Luis Córdova raised one hand to block the glare. With the other hand he adjusted his sunglasses. “Yeah, now I see it,” he said. “Swimming on top. Looks like a big turtle.”
“Yeah?”
“Grandpa loggerhead. Or maybe it's a porpoise. You want me to get the binoculars?”
“No, that's okay.” García turned around and leaned his back against the wooden rail. He was grinning broadly, the stogie bobbing under his mustache. “I've never seen a porpoise before, except for the Seaquarium.”
“Well, there's still a few wild ones out here,” Luis Córdova said. “If that's what it was.”
“That's what it was,” said Al García. “I'm sure of it.”

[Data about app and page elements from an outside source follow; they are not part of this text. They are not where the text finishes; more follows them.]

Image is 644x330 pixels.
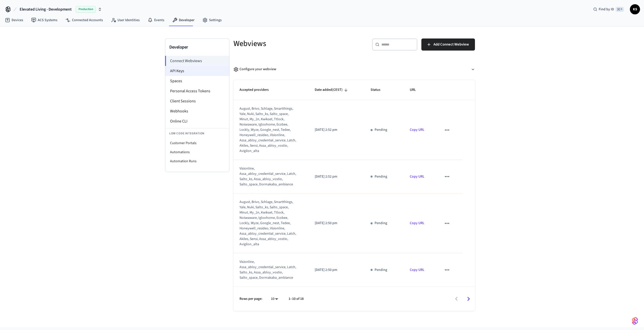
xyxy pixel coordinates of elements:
[239,200,297,247] div: august, brivo, schlage, smartthings, yale, nuki, salto_ks, salto_space, minut, my_2n, kwikset, tt...
[315,86,349,94] span: Date added(CEST)
[374,174,387,179] p: Pending
[27,16,61,25] a: ACS Systems
[143,16,168,25] a: Events
[165,96,229,106] li: Client Sessions
[268,295,280,303] div: 10
[233,62,475,76] button: Configure your webview
[410,174,424,179] a: Copy URL
[239,106,297,154] div: august, brivo, schlage, smartthings, yale, nuki, salto_ks, salto_space, minut, my_2n, kwikset, tt...
[165,138,229,148] li: Customer Portals
[410,268,424,272] a: Copy URL
[410,128,424,132] a: Copy URL
[199,16,226,25] a: Settings
[315,174,358,179] p: [DATE] 2:52 pm
[374,128,387,133] p: Pending
[374,268,387,273] p: Pending
[169,44,225,51] h3: Developer
[165,76,229,86] li: Spaces
[19,6,72,12] span: Elevated Living - Development
[410,86,422,94] span: URL
[165,56,229,66] li: Connect Webviews
[632,317,638,325] img: SeamLogoGradient.69752ec5.svg
[433,41,469,48] span: Add Connect Webview
[165,148,229,157] li: Automations
[239,296,262,301] p: Rows per page:
[315,221,358,226] p: [DATE] 2:50 pm
[239,86,275,94] span: Accepted providers
[165,86,229,96] li: Personal Access Tokens
[233,67,276,72] div: Configure your webview
[630,4,640,14] button: KS
[76,6,96,12] span: Production
[233,38,351,49] h5: Webviews
[370,86,387,94] span: Status
[631,5,639,13] span: KS
[615,7,624,12] span: ⌘ K
[165,128,229,138] li: Low Code Integration
[289,296,303,301] p: 1–10 of 18
[421,38,475,51] button: Add Connect Webview
[165,157,229,166] li: Automation Runs
[410,221,424,226] a: Copy URL
[165,106,229,116] li: Webhooks
[599,7,614,12] span: Find by ID
[61,16,107,25] a: Connected Accounts
[1,16,27,25] a: Devices
[589,5,628,13] div: Find by ID⌘ K
[239,259,297,280] div: visionline, assa_abloy_credential_service, latch, salto_ks, assa_abloy_vostio, salto_space, dorma...
[374,221,387,226] p: Pending
[165,66,229,76] li: API Keys
[165,116,229,126] li: Online CLI
[168,16,199,25] a: Developer
[107,16,143,25] a: User Identities
[239,166,297,187] div: visionline, assa_abloy_credential_service, latch, salto_ks, assa_abloy_vostio, salto_space, dorma...
[315,128,358,133] p: [DATE] 2:52 pm
[463,293,474,305] button: Go to next page
[315,268,358,273] p: [DATE] 2:50 pm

He tapped the ashes off the cigar and watched them swirl and scatter in the sea breeze. “Come on,” he said, “let's go see if Wilt's learned any new words.”
EPILOGUE
BLONDELL WAYNE TATUM, also known as Chemo, pleaded guilty in Dade Circuit Court to the murders of Dr. Rudy Graveline and Chloe Simpkins Stranahan. He later was extradited to Pennsylvania, where he confessed to the unsolved slaying of Dr. Gunther MacLeish, a semiretired dermatologist and pioneer in the use of electrolysis to remove unwanted facial hair. Because of his physical handicap, and because of favorable testimony from sympathetic Amish elders, Tatum received a relatively lenient sentence of three seventeen-year terms, to be served concurrently. He is now a trusty in charge of the winter vegetable garden at the Union Correctional Institution at Raiford, Florida.
 
MAGGIE ORESTES GONZALEZ pleaded no contest to one count of obstruction for lying to investigators after Victoria Barletta's death. She received a six-month suspended sentence, but was ordered to serve one hundred hours of community service as a volunteer nurse at the Dade County Stockade, where she was taken hostage and killed during a food-related riot.
 
HEATHER CHAPPELL continued to appear in numerous television shows, including
Matlock, L.A. Law
and
Murder, She Wrote.
Barely five months after Dr. Rudy Graveline's death, Heather quietly entered an exclusive West Hollywood surgical clinic and underwent a breast augmentation, a blepharoplasty, a rhinoplasty, a complete rhytidectomy, a chin implant, and suction lipectomies of the thighs, abdomen, and buttocks. Soon afterward, Heather's movie career was revived when she was offered—and accepted—the role of Triana, a Klingon prostitute, in
Star Trek VII: The Betrayal of Spock.
 
KIPPER GARTH never fully recovered from his
pelota
injuries and retired from the law. His lucrative personal-injury practice was purchased by a prominent Miami Beach firm, which sought—and received—permission to retain the use of Kipper Garth's name and likeness in all future advertising and promotion.
 
The Dade County Grand Jury refused to indict JOHN NORDSTROM for assaulting his lawyer. Nordstrom and his wife pursued their malpractice claim against the Whispering Palms Spa and Surgery Center and eventually settled out of court for $315,000, forty percent of which went straight to their new attorney.
 
MARIE NORDSTROM'S contractured breast implants were repaired in a simple out-patient procedure performed by Dr. George Ginger. The operation took only ninety minutes and was a complete success.
 
The seat held on the County Commission by ROBERT PEPSICAL was filled by his younger brother, Charlie. The zoning rights to the Old Cypress Towers project were eventually picked up by a group of wealthy South American investors. Ignoring protests from environmentalists and local homeowners, the developers paved over the ballpark and playground to construct a thirty-three-story luxury condominium tower, with a chic roof-top nightclub called Freddie's. Nine weeks after it opened, the entire building was seized by the Drug Enforcement Administration in a money-laundering probe that was code-named “Operation Piranha.”
 
The popular television show
In Your Face
was canceled after the disappearance and presumed death of its star, REYNALDO FLEMM. The program's executive producers soon announced that a $25,000 scholarship in Reynaldo's name would be awarded to the Columbia University School of Journalism, from which, ironically, he had been twice expelled.